9 Facts on Modern Slavery in Nigeria
The Boko Haram insurgency is worsening an already-grave problem facing Nigeria.
February 19, 2015
1. Nigeria is not just the most populous nation in Sub-Saharan Africa. It also has the continent’s largest number of people living in conditions of modern slavery.
2. This figure is according to the Walk Free Foundation’s 2014 Global Slavery Index, which defines modern slavery as any practice that traps people in modern servitude, including human trafficking and forced labor.
3. Examples include women tricked into migrating for non-existent jobs (who are then forced to work in brothels or enter into forced marriages), household workers who are promised paid work (but are then forced to work without wages and often without legal immigration status) and others.
4. This number also include children who are forced to work as street vendors or beggars and boys who are forced to work in mines, stone quarries and domestic service.
5. The definition additionally covers children who are forced to fight for military groups. In Nigeria, increasingly frequent reports have suggested that the northern insurgency is incorporating child soldiers more heavily.
6. In April 2014, after the Boko Haram jihadist insurgent group abducted more than 200 girls in northern Nigeria, leader Abubakar Shekau threatened to sell the girls into slavery. Their fate remains uncertain.
7. Many girls are trafficked out of Nigeria, with or without the northern insurgency.
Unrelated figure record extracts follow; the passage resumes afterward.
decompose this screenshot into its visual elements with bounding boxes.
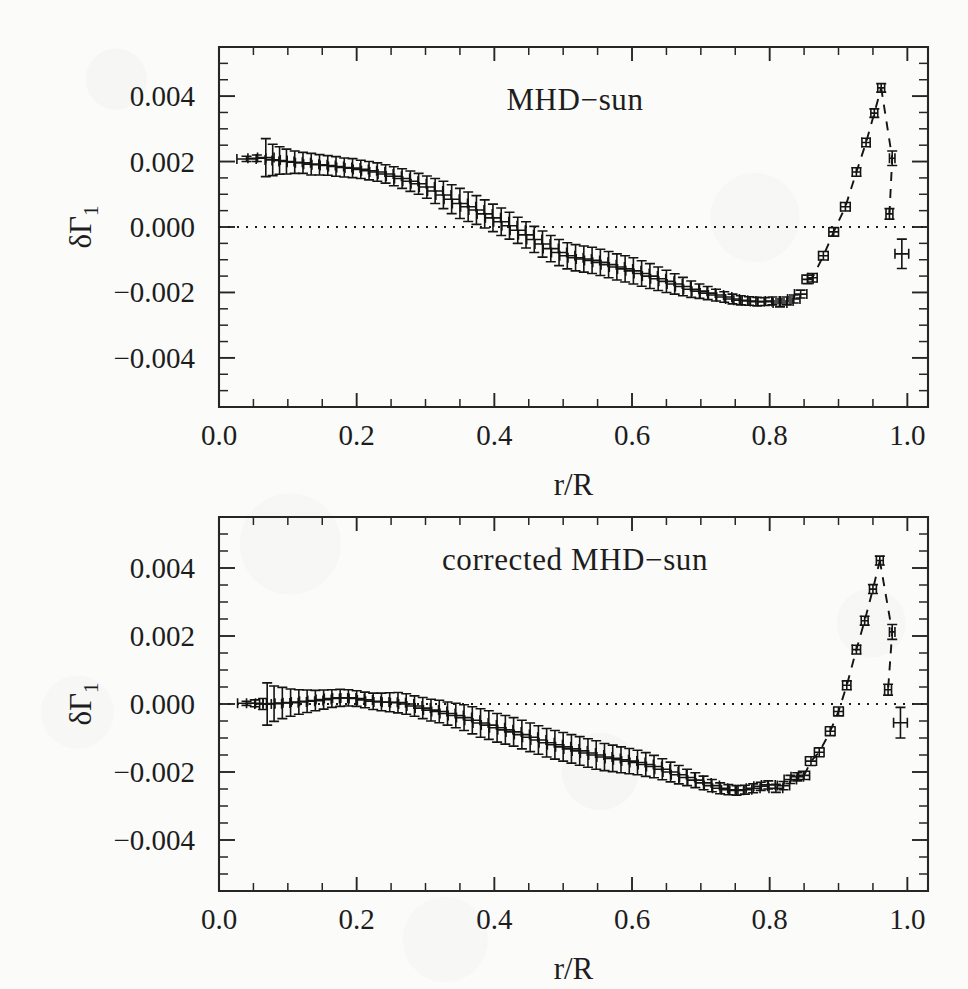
- y-tick-label: −0.004: [113, 824, 195, 856]
- y-tick-label: 0.000: [130, 211, 195, 243]
- x-tick-label: 0.2: [339, 903, 375, 935]
- error-bar-point: [794, 289, 806, 299]
- x-tick-label: 1.0: [889, 903, 925, 935]
- y-axis-title: δΓ1: [63, 205, 103, 248]
- x-tick-label: 0.4: [476, 419, 513, 451]
- error-bar-point: [807, 273, 817, 283]
- panel-annotation-title: corrected MHD−sun: [442, 542, 708, 577]
- figure-root: 0.00.20.40.60.81.00.0040.0020.000−0.002−…: [0, 0, 968, 989]
- panel-annotation-title: MHD−sun: [506, 82, 643, 117]
- y-tick-label: −0.002: [113, 276, 195, 308]
- error-bar-point: [887, 151, 897, 165]
- data-points-group: [238, 556, 908, 796]
- x-tick-label: 0.8: [752, 903, 788, 935]
- x-tick-label: 1.0: [889, 419, 925, 451]
- error-bar-point: [851, 167, 861, 177]
- panel-bottom-svg: 0.00.20.40.60.81.00.0040.0020.000−0.002−…: [0, 470, 968, 989]
- y-tick-label: −0.002: [113, 756, 195, 788]
- error-bar-point: [818, 251, 828, 261]
- error-bar-point: [799, 770, 810, 780]
- error-bar-point: [851, 645, 861, 655]
- error-bar-point: [840, 202, 850, 212]
- panel-top: 0.00.20.40.60.81.00.0040.0020.000−0.002−…: [0, 0, 968, 500]
- y-axis-title: δΓ1: [63, 682, 103, 725]
- error-bar-point: [895, 239, 909, 268]
- error-bar-point: [887, 624, 897, 639]
- x-tick-label: 0.0: [201, 419, 237, 451]
- error-bar-point: [860, 616, 870, 626]
- error-bar-point: [829, 227, 839, 237]
- panel-bottom: 0.00.20.40.60.81.00.0040.0020.000−0.002−…: [0, 470, 968, 989]
- error-bar-point: [825, 726, 835, 736]
- error-bar-point: [883, 684, 893, 695]
- y-tick-label: 0.004: [130, 552, 196, 584]
- error-bar-point: [842, 680, 852, 690]
- y-tick-label: 0.004: [130, 80, 196, 112]
- x-axis-title: r/R: [554, 951, 594, 986]
- panel-top-svg: 0.00.20.40.60.81.00.0040.0020.000−0.002−…: [0, 0, 968, 500]
- error-bar-point: [834, 706, 844, 716]
- x-tick-label: 0.6: [614, 419, 650, 451]
- x-tick-label: 0.2: [339, 419, 375, 451]
- svg-text:δΓ1: δΓ1: [63, 682, 103, 725]
- y-tick-label: 0.002: [130, 146, 195, 178]
- error-bar-point: [875, 556, 885, 566]
- error-bar-point: [868, 584, 878, 594]
- y-tick-label: 0.002: [130, 620, 195, 652]
- x-tick-label: 0.4: [476, 903, 513, 935]
- x-tick-label: 0.8: [752, 419, 788, 451]
- svg-text:δΓ1: δΓ1: [63, 205, 103, 248]
- error-bar-point: [876, 83, 886, 93]
- error-bar-point: [894, 707, 908, 738]
- x-tick-label: 0.0: [201, 903, 237, 935]
- x-tick-label: 0.6: [614, 903, 650, 935]
- error-bar-point: [869, 108, 879, 118]
- error-bar-point: [884, 209, 894, 219]
- error-bar-point: [861, 138, 871, 148]
- y-tick-label: 0.000: [130, 688, 195, 720]
- y-tick-label: −0.004: [113, 342, 195, 374]
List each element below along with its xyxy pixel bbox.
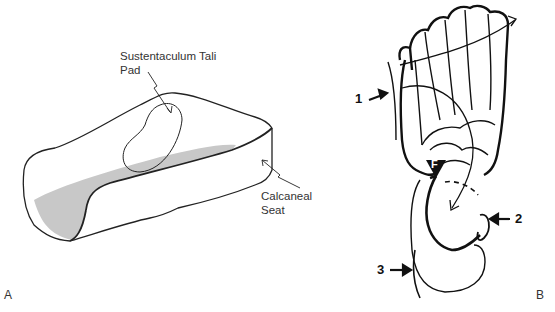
insole-rim-edge [86, 128, 272, 210]
panel-b-label: B [536, 288, 544, 302]
calcaneal-leader-line [262, 160, 300, 188]
marker-1-line [388, 62, 396, 140]
insole-illustration [23, 72, 300, 241]
pad-leader-line [148, 72, 170, 112]
marker-3-label: 3 [377, 262, 384, 277]
marker-2-label: 2 [515, 211, 522, 226]
calcaneus-outline [426, 176, 480, 250]
foot-skeleton-illustration [388, 6, 516, 298]
insole-top-outline [24, 93, 272, 170]
marker-1-label: 1 [355, 91, 362, 106]
diagram-canvas [0, 0, 555, 312]
heel-outline [411, 180, 485, 292]
calcaneal-label: Calcaneal [261, 190, 312, 203]
force-label: F [431, 158, 438, 170]
sustentaculum-pad-label: Pad [120, 64, 140, 77]
shaded-heel-cup [34, 145, 236, 240]
transverse-arch-arrow [400, 20, 515, 65]
panel-a-label: A [4, 288, 12, 302]
calcaneal-seat-label: Seat [261, 204, 285, 217]
sustentaculum-tali-label: Sustentaculum Tali [120, 50, 216, 63]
The European Union has estimated that 60% of all sex workers in Italy and Belgium are Nigerian women.
8. Nigeria’s total of 834,000 people accounts for about 15% of the 6.4 million people living in modern slavery in Africa.
9. Africa as a whole accounts for about 17% of all the people trapped in modern slavery today.
Sources: Walk Free Foundation with additional analysis by The Globalist Research Center.
Takeaways
Nigeria has the largest number of people living in conditions of modern slavery in all of Africa.
The European Union has estimated that 60% of all sex workers in Italy and Belgium are Nigerian women.
Africa as a whole accounts for about 17% of all the people trapped in modern slavery today.
The Boko Haram insurgency is worsening an already-grave slavery problem facing Nigeria.